== Work item ==
Below is a listing. Set down exactly the lines from the one containing "You are a GUI" through the one containing "The height and width of the screenshot is (459, 816).", both ends included, and leave out the rest.

== Input data ==
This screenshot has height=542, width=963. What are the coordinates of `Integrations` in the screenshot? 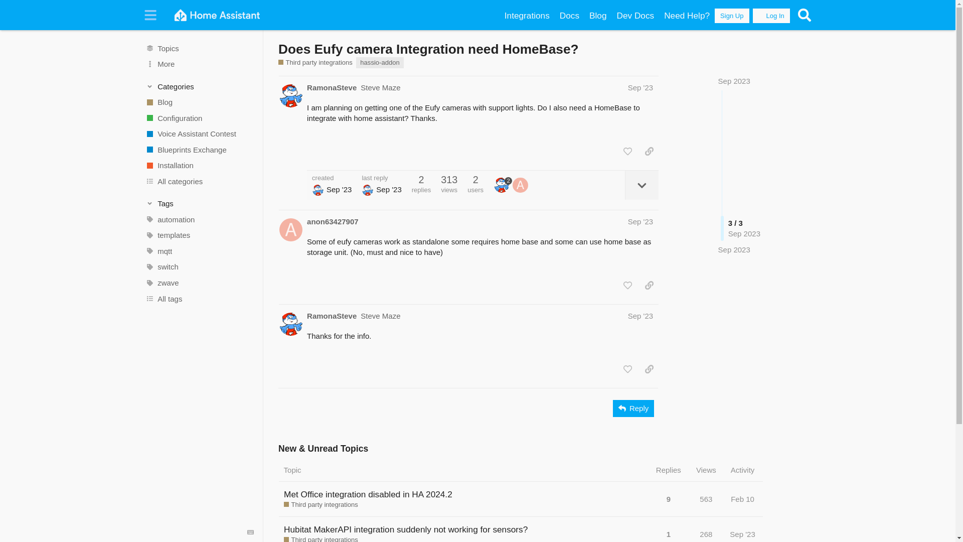 It's located at (527, 16).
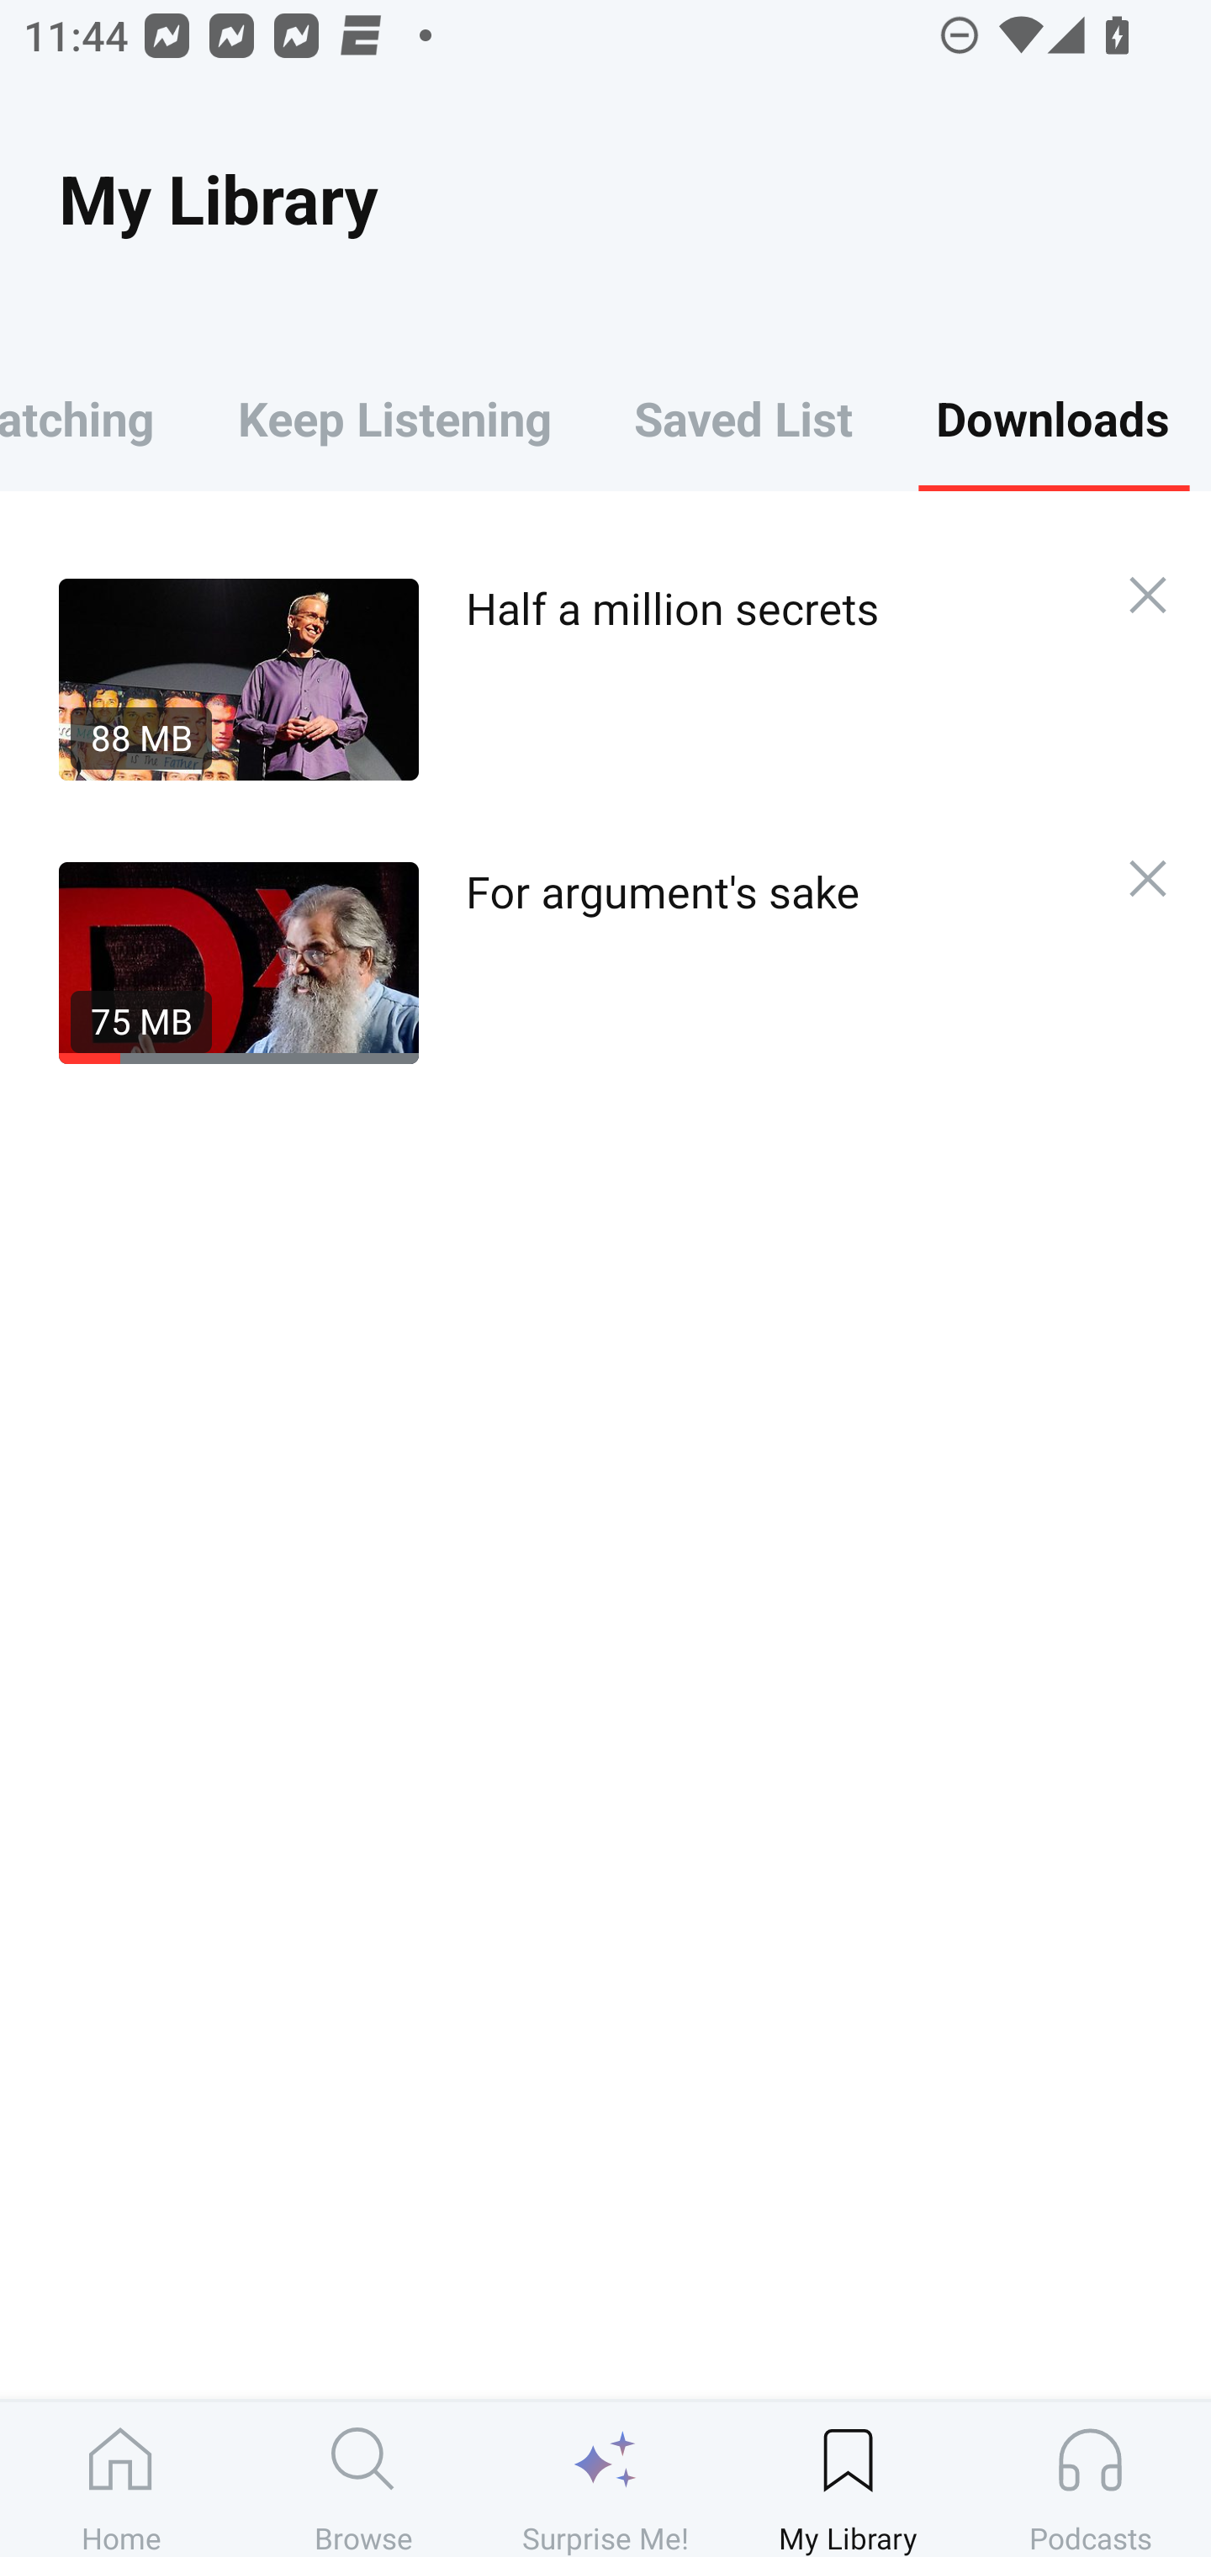 The height and width of the screenshot is (2557, 1211). Describe the element at coordinates (743, 417) in the screenshot. I see `Saved List` at that location.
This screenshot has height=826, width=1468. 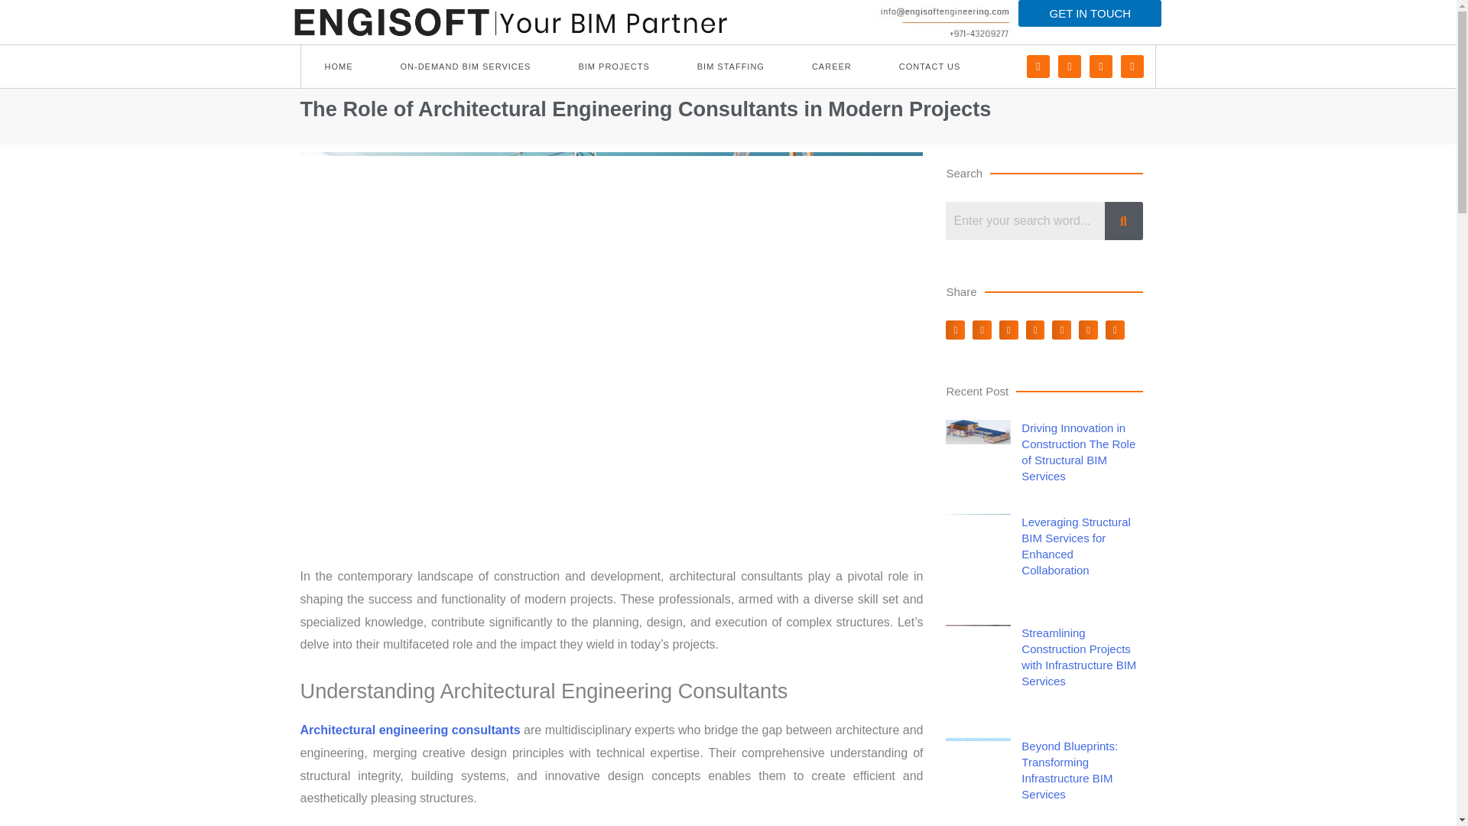 I want to click on BIM STAFFING, so click(x=731, y=66).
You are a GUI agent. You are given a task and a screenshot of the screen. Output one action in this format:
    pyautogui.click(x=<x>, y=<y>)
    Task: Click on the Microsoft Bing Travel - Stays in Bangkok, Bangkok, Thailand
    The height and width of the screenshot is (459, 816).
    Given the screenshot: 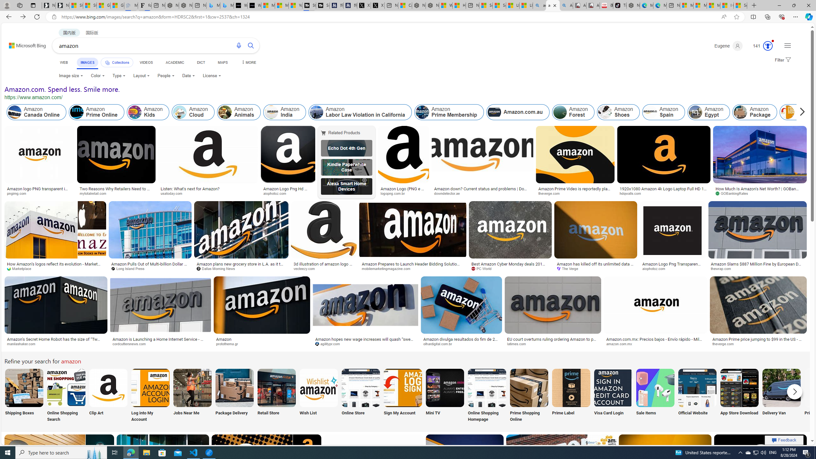 What is the action you would take?
    pyautogui.click(x=213, y=5)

== Completed exercise ==
You are a GUI agent. You are given a task and a screenshot of the screen. Output one action in this format:
    pyautogui.click(x=<x>, y=<y>)
    Task: Click on the Microsoft Bing Travel - Stays in Bangkok, Bangkok, Thailand
    The height and width of the screenshot is (459, 816).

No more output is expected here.